In the context of a steadily decreasing Indigenous population, active military occupation, and a documented history of human rights abuses perpetrated by Indonesian state security forces, Black Indigenous Papuans have uttered phrases like extinction, and we will be gone in public and private spaces. These utterances often follow an indictment of Indonesia's national family planning program as a key node of state apparatuses of domination and, by extension, genocide. Amid Indonesia's global health success story of a historically lauded national family planning model, I examine the emergence of a local pronatalist program in which health workers are both providers and deniers of access to birth control.
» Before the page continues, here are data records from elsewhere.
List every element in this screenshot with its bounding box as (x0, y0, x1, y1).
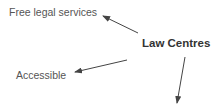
arrow-to-accessible (75, 60, 127, 72)
node-free-legal-services: Free legal services (9, 6, 97, 18)
arrow-down (177, 57, 185, 103)
arrow-to-free-legal-services (103, 16, 138, 33)
node-accessible: Accessible (16, 69, 66, 81)
center-node-law-centres: Law Centres (142, 37, 210, 49)
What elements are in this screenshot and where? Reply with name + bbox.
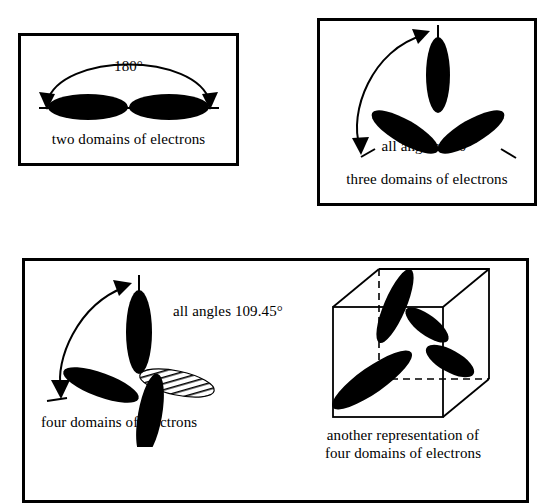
caption-four-domains: four domains of electrons	[41, 414, 197, 432]
cube-representation-figure	[313, 261, 513, 431]
cube-edge-top-right	[443, 269, 489, 307]
axis-line-left	[47, 398, 67, 401]
panel-four-domains: all angles 109.45° four domains of elect…	[22, 258, 529, 503]
electron-lobe-right	[129, 94, 209, 120]
cube-lobe-group	[325, 265, 479, 418]
electron-lobe-up	[426, 37, 450, 113]
arrowhead-top	[412, 29, 430, 44]
caption-cube-line1: another representation of	[283, 427, 523, 445]
cube-electron-lobe-upper-left	[369, 265, 421, 347]
caption-three-domains: three domains of electrons	[320, 171, 534, 189]
panel-three-domains: all angles 120° three domains of electro…	[317, 18, 537, 206]
angle-label-180: 180°	[21, 58, 236, 76]
cube-electron-lobe-lower-left	[325, 342, 419, 418]
caption-two-domains: two domains of electrons	[21, 131, 236, 149]
cube-electron-lobe-lower-right	[421, 338, 479, 383]
cube-edge-top-left	[333, 269, 379, 307]
electron-lobe-up	[126, 290, 152, 374]
caption-cube-representation: another representation of four domains o…	[283, 427, 523, 462]
cube-edge-bottom-right	[443, 379, 489, 417]
cube-electron-lobe-upper-right	[400, 301, 454, 348]
electron-lobe-left	[59, 360, 142, 410]
caption-cube-line2: four domains of electrons	[283, 445, 523, 463]
panel-two-domains: 180° two domains of electrons	[18, 33, 239, 166]
angle-label-109: all angles 109.45°	[173, 303, 283, 321]
angle-label-120: all angles 120°	[320, 138, 534, 156]
electron-lobe-left	[48, 94, 128, 120]
arrowhead-bottom	[51, 380, 70, 399]
arrowhead-top	[113, 280, 132, 296]
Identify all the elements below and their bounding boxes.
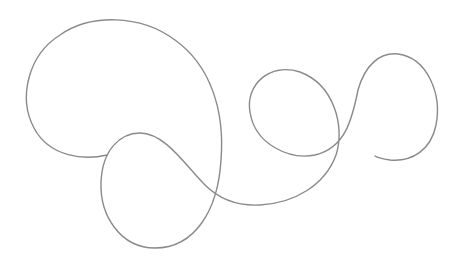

View Article and Find Full Text PDFObjectives: Pregnant people have traveled across state and national borders for the purpose of abortion since at least the 1960s. Scholarship has robustly documented the financial and logistical costs associated with travel, but less work has examined the emotional costs of abortion travel. We investigate whether abortion travel has emotional costs and, if so, how they come about.
View Article and Find Full Text PDFAs medicine integrates social and structural determinants into health care, some health workers redefine housing as medical treatment. This article discusses how health workers in two U.S.
View Article and Find Full Text PDFOur paper explores how legal status stratification shapes the health and health care of low-income patients with chronic illnesses in the U.S. healthcare safety net.